Ensoma Launches with $70 Million Series A and Takeda Licensing Deal

Launch Concept

With a Takeda collaboration already in its pocket, Ensoma announced a $70 million Series A round to help develop its platform of engineered gene therapy vectors for off-the-shelf in vivo therapeutics, starting in rare diseases.

The venture round was led by 5AM Ventures, which co-founded and seeded Ensoma. F-Prime Capital, Takeda Ventures, Viking Global Investors, Cormorant Asset Management, RIT Capital Partners, Symbiosis II, LLC and Alexandria Venture Investments also participated, with Takeda making a $10 million equity investment in the new company.

As part of the Takeda deal, Ensoma will do preclinical research for therapies in up to five rare disease indications, and both companies will work on Investigational New Drug (IND)-enabling studies. Takeda has an exclusive license for Ensoma’s vectors in the chosen indications. Upfront payments alone were not disclosed, but Ensoma could earn up to $100 million for its early-stage work and up to $1.25 billion overall in milestone payments.

Ensoma is developing helper-dependent adenoviral vectors–vectors with viral coding sequences removed–that would not be limited to ex vivo editing for autologous cell therapies or require myeloablative conditioning to prepare a patient’s immune system.

The technology is based on the work of scientific co-founders Hans-Peter Kiem and André Lieber. Kiem is director of the Stem Cell and Gene Therapy Program Clinical Research Division at Fred Hutchinson Cancer Research Center, and Lieber is a professor of medical genetics at the University of Washington School of Medicine.

In September, Lieber’s lab published preclinical findings that showed bi-modular helper-dependent adenoviral vectors could deliver a therapeutic gene therapy in vivo to hematopoietic stem cells (HSCs) in a mouse mode of sickle cell disease.

According to the company, its engineered vectors can be specifically targeted to deliver large payloads for a diverse array of genome-modifying technologies in vivo, not just to HSCs but also the cells those generate like T, B and myeloid cells. And because the vectors have been engineered to lack a viral genome, they are expected to have lower immunogenicity than lentiviral vectors typically used for in vivo genetic therapies, without the need for redosing.

“The Ensoma platform offers distinct advantages over AAV and ex vivo lentiviral gene therapy approaches with the potential to overcome some of the challenges associated with first-generation technologies,” said Takeda Rare Diseases Drug Discovery Unit Head Madhu Natarajan.

Takeda made similar forays in search of a post-adenoviral vector delivery approach last year. In June, it partnered with extracellular vesicles (EVs) company Carmine Therapeutics to develop and commercialize non-viral gene therapies for two rare diseases. Carmine is developing EVs derived from engineered O-type blood cells as vehicles for gene therapies. And last March, Takeda also partnered with EV company Evox Therapeutics for therapies in up to five rare disease indications.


TRY IT ▸
Across the entries below, how many lines contain the string "label"? Give only the count.

Figure content listings ▸
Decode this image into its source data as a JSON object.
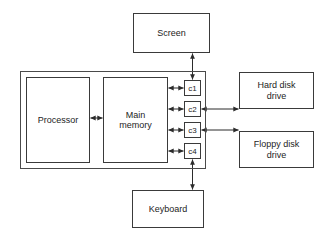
{
  "diagram": {
    "stroke_color": "#2b2b2b",
    "box_fill": "#ffffff",
    "background": "#ffffff"
  },
  "system_unit": {
    "label": ""
  },
  "components": {
    "processor": "Processor",
    "main_memory": "Main\nmemory",
    "screen": "Screen",
    "keyboard": "Keyboard",
    "hard_disk": "Hard disk\ndrive",
    "floppy_disk": "Floppy disk\ndrive"
  },
  "controllers": [
    {
      "id": "c1",
      "label": "c1",
      "connects_to": "Screen"
    },
    {
      "id": "c2",
      "label": "c2",
      "connects_to": "Hard disk drive"
    },
    {
      "id": "c3",
      "label": "c3",
      "connects_to": "Floppy disk drive"
    },
    {
      "id": "c4",
      "label": "c4",
      "connects_to": "Keyboard"
    }
  ],
  "connections": [
    {
      "from": "Processor",
      "to": "Main memory",
      "type": "bidirectional"
    },
    {
      "from": "Main memory",
      "to": "c1",
      "type": "bidirectional"
    },
    {
      "from": "Main memory",
      "to": "c2",
      "type": "bidirectional"
    },
    {
      "from": "Main memory",
      "to": "c3",
      "type": "bidirectional"
    },
    {
      "from": "Main memory",
      "to": "c4",
      "type": "bidirectional"
    },
    {
      "from": "c1",
      "to": "Screen",
      "type": "bidirectional"
    },
    {
      "from": "c2",
      "to": "Hard disk drive",
      "type": "bidirectional"
    },
    {
      "from": "c3",
      "to": "Floppy disk drive",
      "type": "bidirectional"
    },
    {
      "from": "c4",
      "to": "Keyboard",
      "type": "bidirectional"
    }
  ]
}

REPLY TO THE EXERCISE ▸
5